Nicklaus Planning a Showcase Course Outside New Orleans

Share
United Press International

Jack Nicklaus has announced plans for a 630-acre showcase residential golf community in lower Algiers, a few miles downriver from downtown New Orleans, to be the site of the 1988 USF&G; Golf Classic.

“What we want is to make it one of the outstanding tour stops,” said J. Robert Sierra, president of the Jack Nicklaus Development Corp. of Tampa, Fla. “We need a showcase to promote the tournament, and everyone knows the better a facility is, the better players it attracts.”

Nicklaus said at a press conference Monday he will design the 18-hole course at “English Turn” on the West Bank of the Mississippi River where in 1699 two French explorers in a canoe bluffed a heavily armed English ship into reversing and fleeing downriver, giving the area its name.

Advertisement

The community is a joint venture of Classic Properties, a New Orleans development company, and Nicklaus’ firm, which has similar projects underway at Country Club of Louisiana in Baton Rouge, Atlanta, Jackson, Miss., and Murietta Valley in California.

Founded in 1958, the USF&G; Golf Classic has been played since 1962 at Lakewood Country Club in New Orleans. The purse for the 1986 tournament, to be aired for the first time on national television, will total $500,000.

“It was time to move on,” Nicklaus said. “Golf is undergoing a major change. It’s gotten big and we need big courses to accommodate the big tournaments.”

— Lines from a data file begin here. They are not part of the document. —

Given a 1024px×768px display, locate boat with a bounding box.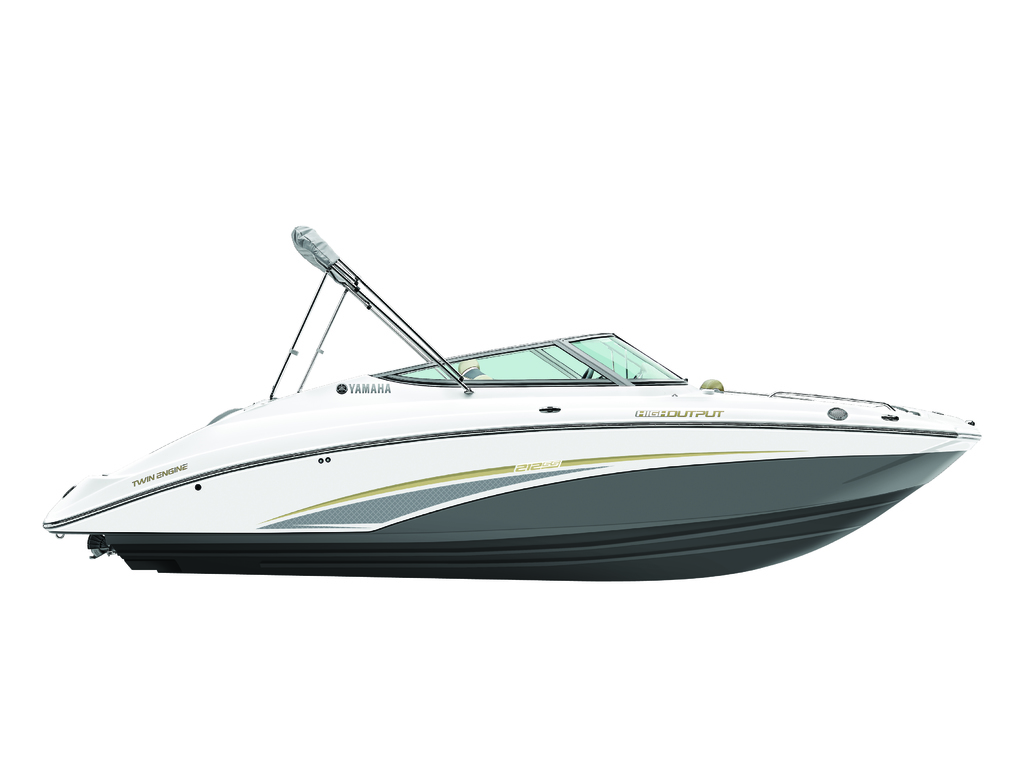
Located: {"x1": 1, "y1": 257, "x2": 1023, "y2": 582}.
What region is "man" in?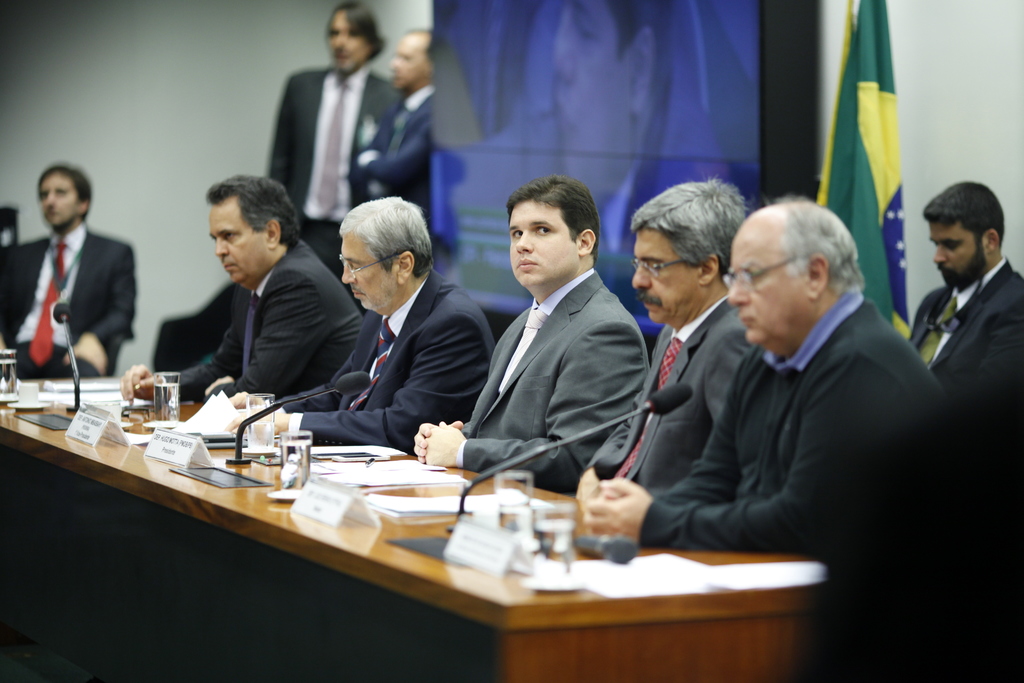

Construction is to begin by May 1986 with a completion date sometime in 1988 in time for the tournament, Sierra said. The community will include -- besides the golf course -- tennis and swimming clubs, single-family residences, apartments and offices.

The course will be surrounded by a moat, Nicklaus said.

“The construction will depend on what permits we get and what we’re allowed to do,” he said. “The area is heavily treed and we’ll try to keep as many trees as possible.”

The 72-par course will include more than 7,000 yards of fairways, Nicklaus said. He said it also would have special PGA tournament facilities such as hospitality villas and gallery berms for spectators.

Advertisement

Although the land, purchased from three area families and the Roman Catholic Archdiocese of New Orleans, is partially designated as wetlands, Sierra said that would not present any difficulties.

“That land has been dried up for more than 30 years,” he said. “It’s all enclosed by the levee and we don’t expect to run into any environmental problems.”